How to Read Your Nursery Invoice: What Every Line Means

By Clear Nursery Fees Team · 12 February 2026

Your nursery invoice arrives. There is a line for "consumables", one for "enhancement charge", one labelled "supplementary fee", and a deduction you assume is the funded hours. The total is not what you expected.

From January 2026, DfE operational guidance requires nurseries in receipt of Early Years funding to itemise invoices so that funded hours and paid charges are clearly separated. Not every nursery has implemented this correctly yet. Understanding what each line should mean helps you spot errors and know when to push back.

What the 2026 invoice mandate requires

Nurseries receiving Early Years funding from their local authority must now:

An invoice that shows a single total with a vague "government contribution" deduction does not meet this standard. If yours looks like that, you are entitled to request a properly itemised statement.

What each line typically means

Funded hours / government entitlement. This should appear as a negative line (a credit or deduction) or as a separately stated block of hours with no charge. You must not be billed for these hours. If funded hours appear as a positive charge to you, that is an error.

Paid hours / additional hours. Hours you use above your weekly entitlement, or any hours during non-term weeks (holidays). These are billed at the nursery's commercial rate.

Meals and snacks. A per-day or per-session charge for food. Legal, but must be itemised and must not be folded into the hourly rate. The nursery must allow you to provide your own food as an alternative if you choose.

Consumables. Nappies, wipes, sun cream and similar. Can be charged if itemised and if you are permitted to supply your own as an alternative. Cannot be a condition of enrolment.

Enhancement fee / supplementary charge. A per-hour supplement on funded hours, charged by some nurseries to bridge the gap between the LA rate and their commercial rate. Legal only if: (a) disclosed in writing before you enrolled, and (b) genuinely optional. You cannot be required to pay it as a condition of receiving funded hours.

Deposit or retainer. A holding charge for your place. Should be refunded or credited against fees once your child starts. Ask for confirmation in writing of the refund terms.

Registration or admin fee. A one-off processing charge, usually modest. Not related to ongoing fees.

What nurseries cannot charge for

Under DfE operational guidance (updated January 2026), nurseries in receipt of Early Years funding cannot:

The Ombudsman case

In 2024, the Local Government and Social Care Ombudsman upheld a complaint against a council (and by implication the nursery it funded) where a parent was not provided with an itemised invoice and could not verify whether funded hours had been correctly applied. The council was required to refund the disputed amount and review its provider compliance processes.

The case establishes that the right to a clear, itemised invoice is not just good practice: it is enforceable. If your nursery refuses to provide one, you can escalate to your LA's early years team, and if unresolved, to the Ombudsman.

A quick checklist before you pay

If the maths still doesn't add up

Invoice formats vary between providers, and rounding on partial weeks, term-time-only versus 51-week calculations, and holiday top-ups can all make the total look wrong even when the nursery has done it correctly.

The Clear Nursery Fees invoice checker lets you enter your invoice details and cross-checks the amounts against your entitlement and your LA's published funding rate. It flags lines that look unusual so you know exactly what questions to ask.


**WORK ITEM**
Could you transcribe the records below exactly, leaving out every picture?
───── TASK INPUT ─────
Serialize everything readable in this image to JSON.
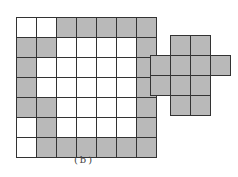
{
  "figure": {
    "caption": "(b)",
    "colors": {
      "shaded": "#b9b9b9",
      "empty": "#ffffff",
      "line": "#333333"
    },
    "left_grid": {
      "rows": [
        "wwggggg",
        "ggwwwwg",
        "gwwwwwg",
        "gwwwwwg",
        "ggwwwwg",
        "wgwwwwg",
        "wgggggg"
      ]
    },
    "right_shape": {
      "rows": [
        "eggE",
        "gggg",
        "ggge",
        "egge"
      ]
    }
  }
}
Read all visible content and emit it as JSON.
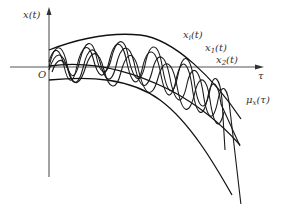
{
  "diagram": {
    "type": "random process sample functions",
    "axes": {
      "y_label": "x(t)",
      "x_label": "τ",
      "origin_label": "O"
    },
    "curves": [
      {
        "label_base": "x",
        "label_sub": "i",
        "label_tail": "(t)",
        "role": "sample function"
      },
      {
        "label_base": "x",
        "label_sub": "1",
        "label_tail": "(t)",
        "role": "sample function"
      },
      {
        "label_base": "x",
        "label_sub": "2",
        "label_tail": "(t)",
        "role": "sample function"
      },
      {
        "label_base": "μ",
        "label_sub": "x",
        "label_tail": "(τ)",
        "role": "mean function"
      }
    ],
    "colors": {
      "line": "#111111",
      "axis": "#555555",
      "background": "#ffffff"
    }
  }
}
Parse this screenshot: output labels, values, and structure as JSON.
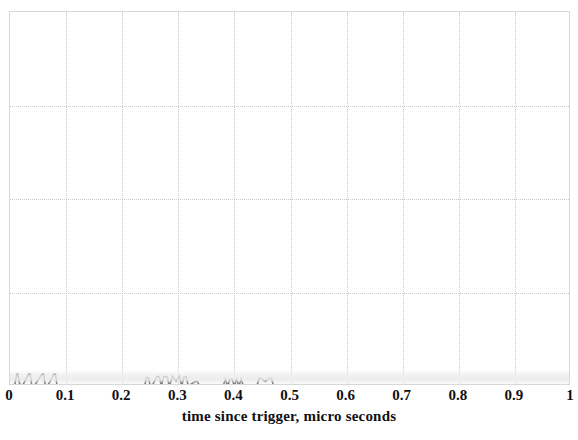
─────
**EXERCISE OUTPUT**
Serialize everything readable in this image to JSON.
{
  "figure": {
    "caption": "(b)",
    "colors": {
      "shaded": "#b9b9b9",
      "empty": "#ffffff",
      "line": "#333333"
    },
    "left_grid": {
      "rows": [
        "wwggggg",
        "ggwwwwg",
        "gwwwwwg",
        "gwwwwwg",
        "ggwwwwg",
        "wgwwwwg",
        "wgggggg"
      ]
    },
    "right_shape": {
      "rows": [
        "eggE",
        "gggg",
        "ggge",
        "egge"
      ]
    }
  }
}
Read all visible content and emit it as JSON.
{
  "diagram": {
    "type": "random process sample functions",
    "axes": {
      "y_label": "x(t)",
      "x_label": "τ",
      "origin_label": "O"
    },
    "curves": [
      {
        "label_base": "x",
        "label_sub": "i",
        "label_tail": "(t)",
        "role": "sample function"
      },
      {
        "label_base": "x",
        "label_sub": "1",
        "label_tail": "(t)",
        "role": "sample function"
      },
      {
        "label_base": "x",
        "label_sub": "2",
        "label_tail": "(t)",
        "role": "sample function"
      },
      {
        "label_base": "μ",
        "label_sub": "x",
        "label_tail": "(τ)",
        "role": "mean function"
      }
    ],
    "colors": {
      "line": "#111111",
      "axis": "#555555",
      "background": "#ffffff"
    }
  }
}
Parse this screenshot: output labels, values, and structure as JSON.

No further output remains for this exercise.